Aaron Copland ‘in memoriam’
for brass, timpani and percussion (1992)
3-6.3(1 in D, 2 in C).3.1 timp+2
duration: 3’
GRT • 016
score available from
Australian Music Centre
program note
The dedication of this fanfare to Aaron Copland (1900-1990) is something of a coincidence, in that I was not even aware of his death when I started writing it early in 1992. After some initial sketches, I accidentally came across a compilation of Copland’s music and I was stunned to discover that he had died a couple of years before. I suppose that one can’t always be aware of the death of important people; perhaps I didn’t buy the paper that morning. The compilation contained, among other things, his Fanfare for the Common Man. I knew the Emmerson, Lake and Palmer version but couldn’t remember hearing Copland’s original score. Upon listening to it, I was amazed at the incredible space in the piece. It’s not often that you can say that a 3 minute piece sounded more like 10 minutes and intend it as a compliment. In spite of its stylistic purity, I find it to be a very demanding piece to listen to. I have not endeavored to write a similar piece, though his fanfare has grown on me in an irrepressible way. For me, the memory of Aaron Copland conjures up a great sense of optimism about life and this is something that I search for in music.
reviews
"Greenbaum’s Aaron Copland 'In Memoriam'…it was inventive resourceful and good-humored music."

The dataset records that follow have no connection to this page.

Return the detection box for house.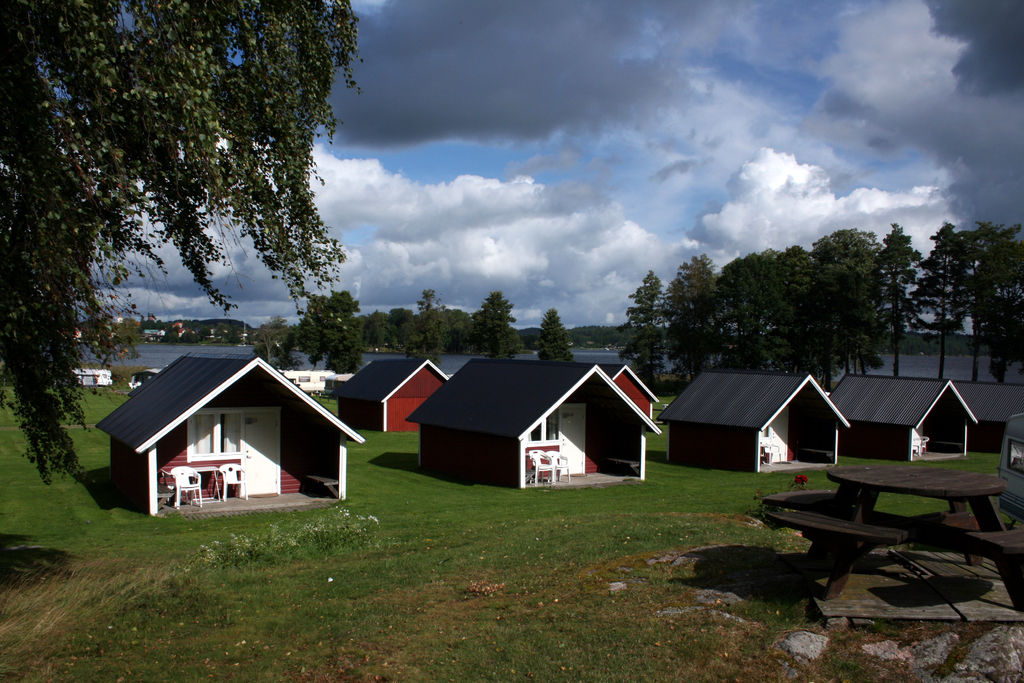
{"x1": 329, "y1": 356, "x2": 456, "y2": 432}.
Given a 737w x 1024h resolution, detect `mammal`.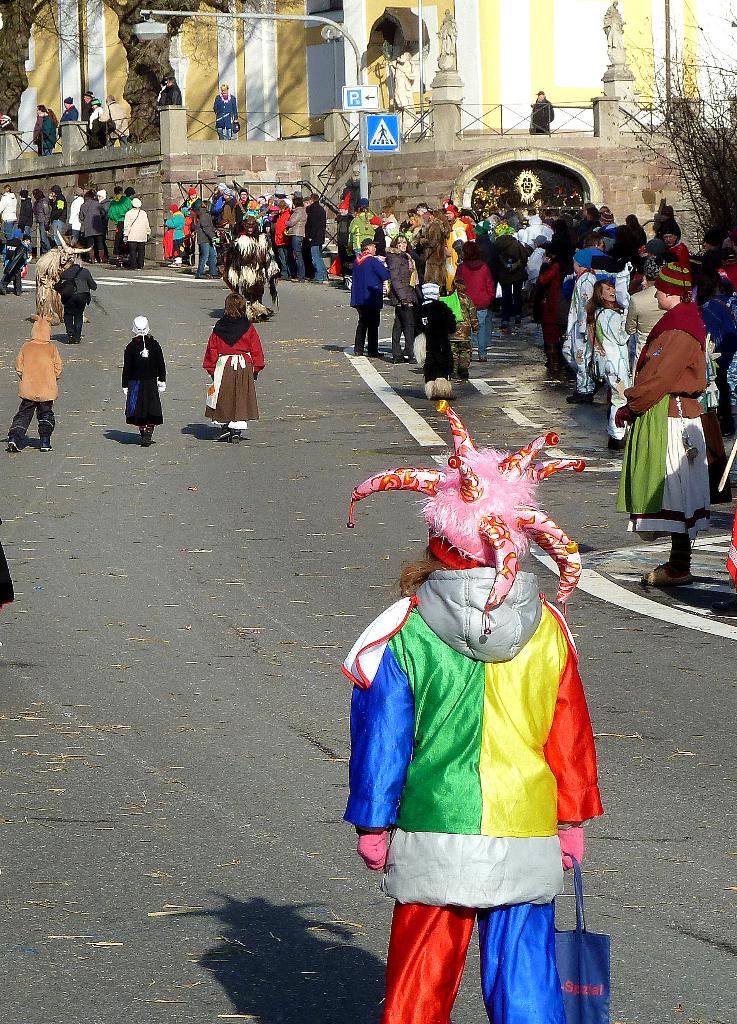
x1=81 y1=90 x2=95 y2=116.
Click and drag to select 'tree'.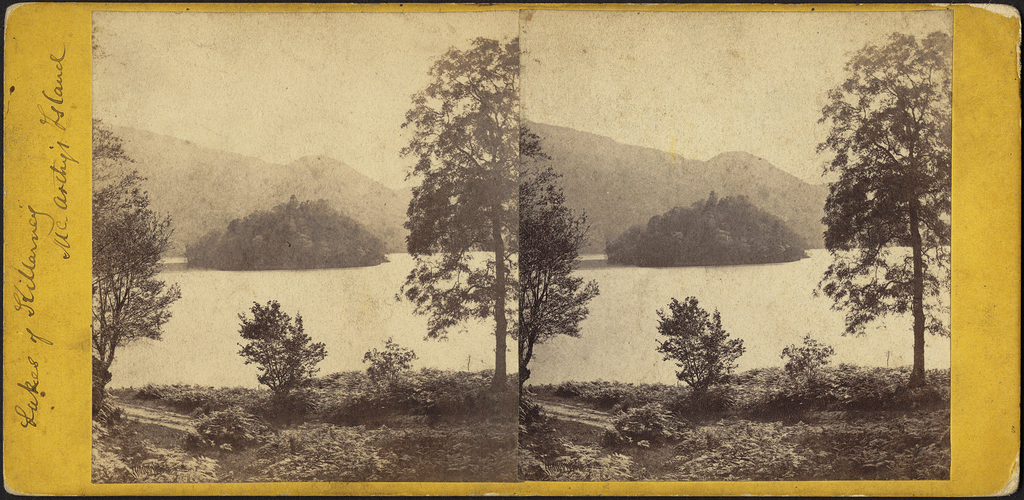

Kenneth Hince, The Age, March 1993
"Stuart Greenbaum, made his presence felt with a short curtain raiser called Aaron Copland ‘In Memoriam’, one of a series of fanfares commissioned by the ABC. With its flaring brass and robust assault on percussion instruments, the piece came across alternately as a prelude appropriate to Armageddon and a flourish of the sort one associates with the pomp of, say, the state arrival of a monarch."
Neville Cohn, The West Australian, July 1993
"The fanfare by Stuart Greenbaum which opened WASO’s Great Classics (July 16) had much to celebrate. One of the “Aussie Fanfares” commissioned by the ABC for this series, it used jagged brass and often sadistically struck percussion to create a sense of nervous pomp and flourish."